I can’t for the life of me decipher the reaction Abby’s looking for. It’s not like my feelings about Gran were a mystery to her. “I’m sorry, Mom,” I say. “It should have been your moment. But it’s not my fault that Gran—”

“What? I don’t know where you came from,” Abby cries. “It’s not about ‘my moment’ or fault! It’s about acceptance!”

“I know it’s about acceptance!” I cry back. “She didn’t accept me! I wasn’t good enough!”

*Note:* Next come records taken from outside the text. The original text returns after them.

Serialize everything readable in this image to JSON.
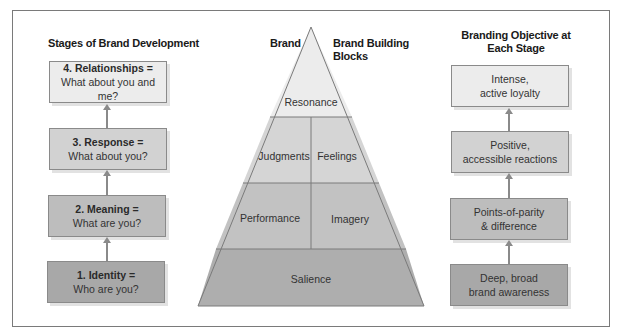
{
  "left_column": {
    "heading": "Stages of Brand Development",
    "stages": [
      {
        "title": "4. Relationships =",
        "question": "What about you and me?",
        "fill": "#ececec"
      },
      {
        "title": "3. Response =",
        "question": "What about you?",
        "fill": "#d2d2d2"
      },
      {
        "title": "2. Meaning =",
        "question": "What are you?",
        "fill": "#bdbdbd"
      },
      {
        "title": "1. Identity =",
        "question": "Who are you?",
        "fill": "#a8a8a8"
      }
    ]
  },
  "pyramid": {
    "heading_left": "Brand",
    "heading_right": "Brand Building Blocks",
    "heading_right_line1": "Brand Building",
    "heading_right_line2": "Blocks",
    "blocks": {
      "resonance": "Resonance",
      "judgments": "Judgments",
      "feelings": "Feelings",
      "performance": "Performance",
      "imagery": "Imagery",
      "salience": "Salience"
    },
    "colors": {
      "tier1": "#ececec",
      "tier2": "#d5d5d5",
      "tier3": "#c2c2c2",
      "tier4": "#aeaeae",
      "line": "#7a7a7a"
    }
  },
  "right_column": {
    "heading_line1": "Branding Objective at",
    "heading_line2": "Each Stage",
    "objectives": [
      {
        "line1": "Intense,",
        "line2": "active loyalty",
        "fill": "#ececec"
      },
      {
        "line1": "Positive,",
        "line2": "accessible reactions",
        "fill": "#d2d2d2"
      },
      {
        "line1": "Points-of-parity",
        "line2": "& difference",
        "fill": "#bdbdbd"
      },
      {
        "line1": "Deep, broad",
        "line2": "brand awareness",
        "fill": "#a8a8a8"
      }
    ]
  }
}
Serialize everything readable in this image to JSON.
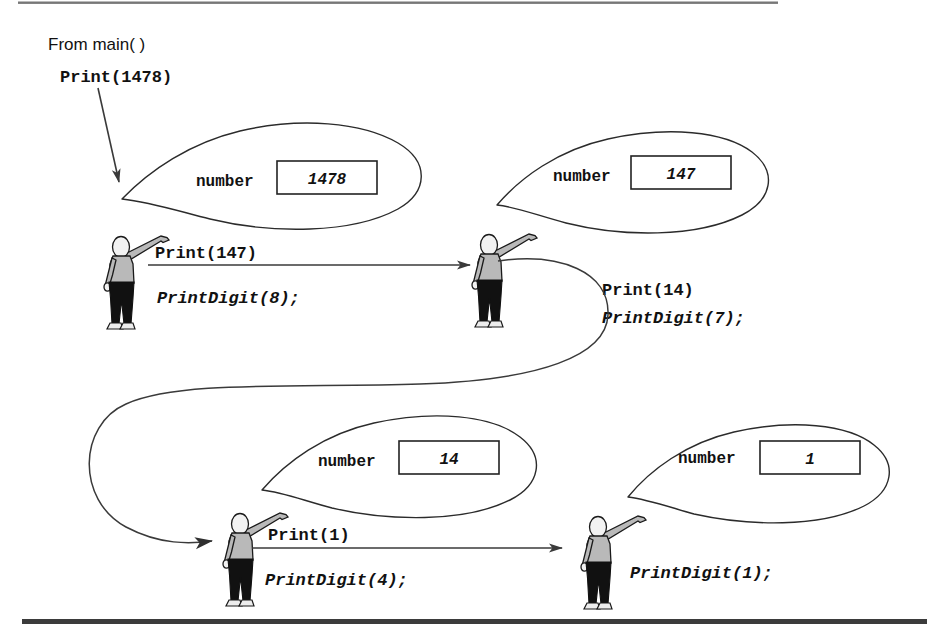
{
  "caption": {
    "from_main": "From main( )",
    "initial_call": "Print(1478)"
  },
  "frames": [
    {
      "id": "frame-1",
      "param_label": "number",
      "param_value": "1478",
      "call_label": "Print(147)",
      "statement": "PrintDigit(8);"
    },
    {
      "id": "frame-2",
      "param_label": "number",
      "param_value": "147",
      "call_label": "Print(14)",
      "statement": "PrintDigit(7);"
    },
    {
      "id": "frame-3",
      "param_label": "number",
      "param_value": "14",
      "call_label": "Print(1)",
      "statement": "PrintDigit(4);"
    },
    {
      "id": "frame-4",
      "param_label": "number",
      "param_value": "1",
      "call_label": "",
      "statement": "PrintDigit(1);"
    }
  ],
  "colors": {
    "ink": "#111111",
    "line": "#3a3a3a",
    "bubble_stroke": "#2b2b2b",
    "shirt": "#b9b9b9",
    "pants": "#111111",
    "background": "#ffffff"
  }
}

“My mother was a good woman,” Abby practically spits. “For all her flaws and all the ‘beauty baggage’ you hate so much, she loved you the best way she knew how! She never said, ‘Oh, Marcie and I aren’t on the same page, so I’ll just write her out of my life!’ the way you did to her. All she wanted was a little love from you, a little respect. But every time you opened your mouth—almost from the time you were a toddler—you made her feel small, like she was a pathetic moron living a silly shallow life. Who are you to judge anybody? You didn’t grow up in
her
generation, you didn’t think for one second to put yourself in
her
shoes—you
simply chose
not
to understand her. And then you shut her out. Why couldn’t you just love her the way she was? Because it’s Marcie’s way or the highway, that’s why. Right?” We’re finally
on
the highway now. I just clench my teeth and stare out the window.